I was first exposed to Cyberpunk by Deus Ex, RoboCop, System Shock and Ridley Scott’s Alien.
Especially the latter two horror examples gave me an acute appreciation for the themes of Cyberpunk; that of vulnerable human beings making their way through a horrorscape of corporate technology gone awry. I mean, Cyberpunk 2077 seems fun and all, but there’s nothing like a good infusion of horror to make the ugly side of a genre press down on your throat like a boot of oppressive atmosphere and make you distinctly aware of its urging.
After playing Alien Isolation, I think I was looking for another tickle: Crawling through a derelict space station, abandoned by the corporations because of socioeconomic depression, stalked by androids, trying to slap together various bits of futuristic technology to make them work for you, and hunted by a chitinous, machine-like creature looking to drive itself into your body to subvert its normal function.
Same I guess with SHODAN from System Shock 2 being an AI dominatrix, making unwanted cybernetic alterations to your organic body and treating you like a gerbil with a circuit board implanted.
One of Cyberpunk 2077’s corporations offering you the Midnight Lady and Mr. Studd augments might make us snicker “why not?” - because the meaning of foreign tech intruding upon our human lives might have been lost on us past the 90s, in the Zeitgeist of iPhones and the potential humour of mechanical dick jokes.
It’s in the threat of Horror Cyberpunk raping you into becoming another entity’s incubator or plaything, that still makes me capable of going “Why, god why?” and invoking the feeling that we’ve really gone wrong somewhere.
As for Cyberpunk 2077? CDPR got me here. I like Cyberpunk, but not enough to follow every release. CDPR did that.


## PROBLEM TO WORK ON
Which lines of the listing below contain the word "JSON"? Return them.

*** Opening of DATA EXCERPTS ***

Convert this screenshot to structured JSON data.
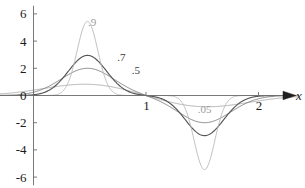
{
  "chart_data": {
    "type": "line",
    "title": "",
    "xlabel": "x",
    "ylabel": "",
    "xlim": [
      -0.3,
      2.35
    ],
    "ylim": [
      -6.6,
      6.6
    ],
    "grid": false,
    "legend_position": "inline-annotations",
    "x_ticks": [
      {
        "value": 1,
        "label": "1"
      },
      {
        "value": 2,
        "label": "2"
      }
    ],
    "y_ticks": [
      {
        "value": 6,
        "label": "6"
      },
      {
        "value": 4,
        "label": "4"
      },
      {
        "value": 2,
        "label": "2"
      },
      {
        "value": 0,
        "label": "0"
      },
      {
        "value": -2,
        "label": "-2"
      },
      {
        "value": -4,
        "label": "-4"
      },
      {
        "value": -6,
        "label": "-6"
      }
    ],
    "annotations": [
      {
        "text": ".9",
        "x": 0.52,
        "y": 5.1,
        "series": "0.9"
      },
      {
        "text": ".7",
        "x": 0.78,
        "y": 2.55,
        "series": "0.7"
      },
      {
        "text": ".5",
        "x": 0.91,
        "y": 1.55,
        "series": "0.5"
      },
      {
        "text": ".05",
        "x": 1.52,
        "y": -1.3,
        "series": "0.05"
      }
    ],
    "series": [
      {
        "name": "0.9",
        "color": "#b9b9b9",
        "peak_x": 0.48,
        "peak_y": 5.45,
        "trough_x": 1.52,
        "trough_y": -5.45,
        "width": 0.13
      },
      {
        "name": "0.7",
        "color": "#555555",
        "peak_x": 0.48,
        "peak_y": 2.95,
        "trough_x": 1.52,
        "trough_y": -2.95,
        "width": 0.24
      },
      {
        "name": "0.5",
        "color": "#777777",
        "peak_x": 0.48,
        "peak_y": 2.0,
        "trough_x": 1.52,
        "trough_y": -2.0,
        "width": 0.33
      },
      {
        "name": "0.05",
        "color": "#a8a8a8",
        "peak_x": 0.48,
        "peak_y": 0.85,
        "trough_x": 1.52,
        "trough_y": -0.85,
        "width": 0.55
      }
    ],
    "axis_x_label": "x"
  },
  "figure": {
    "caption": ""
  }
}
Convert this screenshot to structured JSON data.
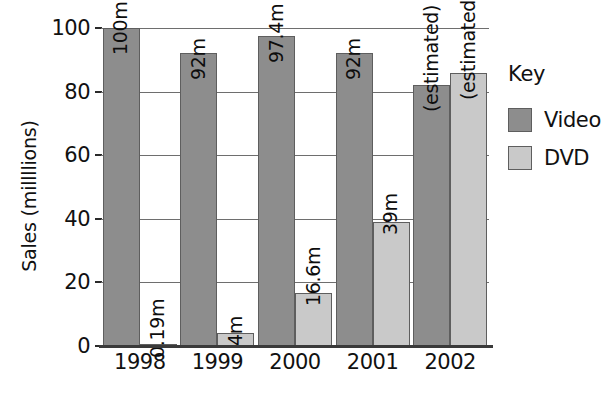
{
  "chart_data": {
    "type": "bar",
    "title": "",
    "xlabel": "",
    "ylabel": "Sales (millllions)",
    "ylim": [
      0,
      100
    ],
    "yticks": [
      0,
      20,
      40,
      60,
      80,
      100
    ],
    "grid": true,
    "legend_position": "right",
    "legend_title": "Key",
    "categories": [
      "1998",
      "1999",
      "2000",
      "2001",
      "2002"
    ],
    "series": [
      {
        "name": "Video",
        "color": "#8d8d8d",
        "values": [
          100,
          92,
          97.4,
          92,
          82
        ],
        "labels": [
          "100m",
          "92m",
          "97.4m",
          "92m",
          "(estimated) 82m"
        ]
      },
      {
        "name": "DVD",
        "color": "#c9c9c9",
        "values": [
          0.19,
          4,
          16.6,
          39,
          86
        ],
        "labels": [
          "0.19m",
          "4m",
          "16.6m",
          "39m",
          "(estimated) 86m"
        ]
      }
    ]
  },
  "axis": {
    "y_tick_labels": [
      "0",
      "20",
      "40",
      "60",
      "80",
      "100"
    ],
    "x_tick_labels": [
      "1998",
      "1999",
      "2000",
      "2001",
      "2002"
    ],
    "y_title": "Sales (millllions)"
  },
  "legend": {
    "title": "Key",
    "items": [
      {
        "label": "Video",
        "color": "#8d8d8d"
      },
      {
        "label": "DVD",
        "color": "#c9c9c9"
      }
    ]
  }
}
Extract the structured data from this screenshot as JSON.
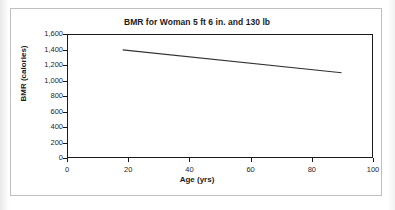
{
  "figure": {
    "background_color": "#ffffff",
    "frame_color": "#bfbfbf",
    "axis_color": "#1a1a1a",
    "line_color": "#333333"
  },
  "chart_data": {
    "type": "line",
    "title": "BMR for Woman 5 ft 6 in. and 130 lb",
    "xlabel": "Age (yrs)",
    "ylabel": "BMR (calories)",
    "xlim": [
      0,
      100
    ],
    "ylim": [
      0,
      1600
    ],
    "xticks": [
      0,
      20,
      40,
      60,
      80,
      100
    ],
    "xtick_labels": [
      "0",
      "20",
      "40",
      "60",
      "80",
      "100"
    ],
    "yticks": [
      0,
      200,
      400,
      600,
      800,
      1000,
      1200,
      1400,
      1600
    ],
    "ytick_labels": [
      "0",
      "200",
      "400",
      "600",
      "800",
      "1,000",
      "1,200",
      "1,400",
      "1,600"
    ],
    "grid": false,
    "legend": false,
    "series": [
      {
        "name": "BMR",
        "color": "#333333",
        "x": [
          18,
          90
        ],
        "y": [
          1405,
          1105
        ]
      }
    ]
  }
}
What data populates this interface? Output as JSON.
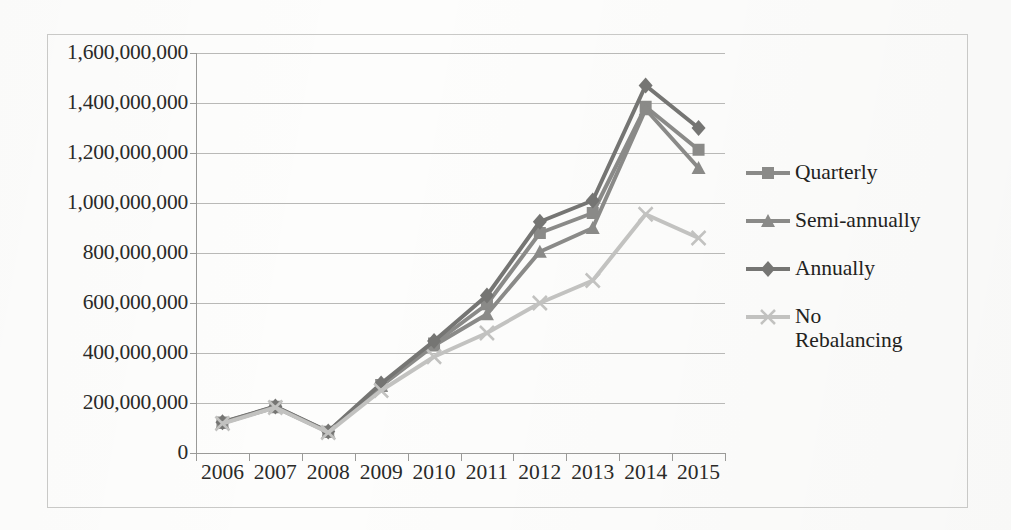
{
  "chart_data": {
    "type": "line",
    "title": "",
    "xlabel": "",
    "ylabel": "",
    "categories": [
      "2006",
      "2007",
      "2008",
      "2009",
      "2010",
      "2011",
      "2012",
      "2013",
      "2014",
      "2015"
    ],
    "x": [
      2006,
      2007,
      2008,
      2009,
      2010,
      2011,
      2012,
      2013,
      2014,
      2015
    ],
    "ylim": [
      0,
      1600000000
    ],
    "ytick_values": [
      0,
      200000000,
      400000000,
      600000000,
      800000000,
      1000000000,
      1200000000,
      1400000000,
      1600000000
    ],
    "ytick_labels": [
      "0",
      "200,000,000",
      "400,000,000",
      "600,000,000",
      "800,000,000",
      "1,000,000,000",
      "1,200,000,000",
      "1,400,000,000",
      "1,600,000,000"
    ],
    "grid": true,
    "legend_position": "right",
    "series": [
      {
        "name": "Quarterly",
        "marker": "square",
        "color": "#8a8a88",
        "values": [
          122000000,
          185000000,
          85000000,
          272000000,
          438000000,
          595000000,
          880000000,
          960000000,
          1385000000,
          1213000000
        ]
      },
      {
        "name": "Semi-annually",
        "marker": "triangle",
        "color": "#8a8a88",
        "values": [
          120000000,
          183000000,
          84000000,
          268000000,
          430000000,
          555000000,
          805000000,
          900000000,
          1375000000,
          1140000000
        ]
      },
      {
        "name": "Annually",
        "marker": "diamond",
        "color": "#757573",
        "values": [
          123000000,
          186000000,
          86000000,
          278000000,
          448000000,
          630000000,
          925000000,
          1010000000,
          1470000000,
          1300000000
        ]
      },
      {
        "name": "No\nRebalancing",
        "marker": "x",
        "color": "#c2c2c0",
        "values": [
          118000000,
          182000000,
          82000000,
          250000000,
          385000000,
          480000000,
          600000000,
          690000000,
          955000000,
          860000000
        ]
      }
    ]
  },
  "legend": {
    "items": [
      {
        "label": "Quarterly"
      },
      {
        "label": "Semi-annually"
      },
      {
        "label": "Annually"
      },
      {
        "label": "No\nRebalancing"
      }
    ]
  },
  "colors": {
    "axis": "#9a9a98",
    "grid": "#b9b9b7",
    "text": "#2a2a28",
    "frame": "#c9c9c7",
    "dark_series": "#757573",
    "mid_series": "#8a8a88",
    "light_series": "#c2c2c0"
  }
}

*** Close of DATA EXCERPTS ***

## SOLUTION TO THIS TASK
Convert this screenshot to structured JSON data.
Convert this screenshot to structured JSON data.
Extract the structured data from this screenshot as JSON.
What data populates this interface? Output as JSON.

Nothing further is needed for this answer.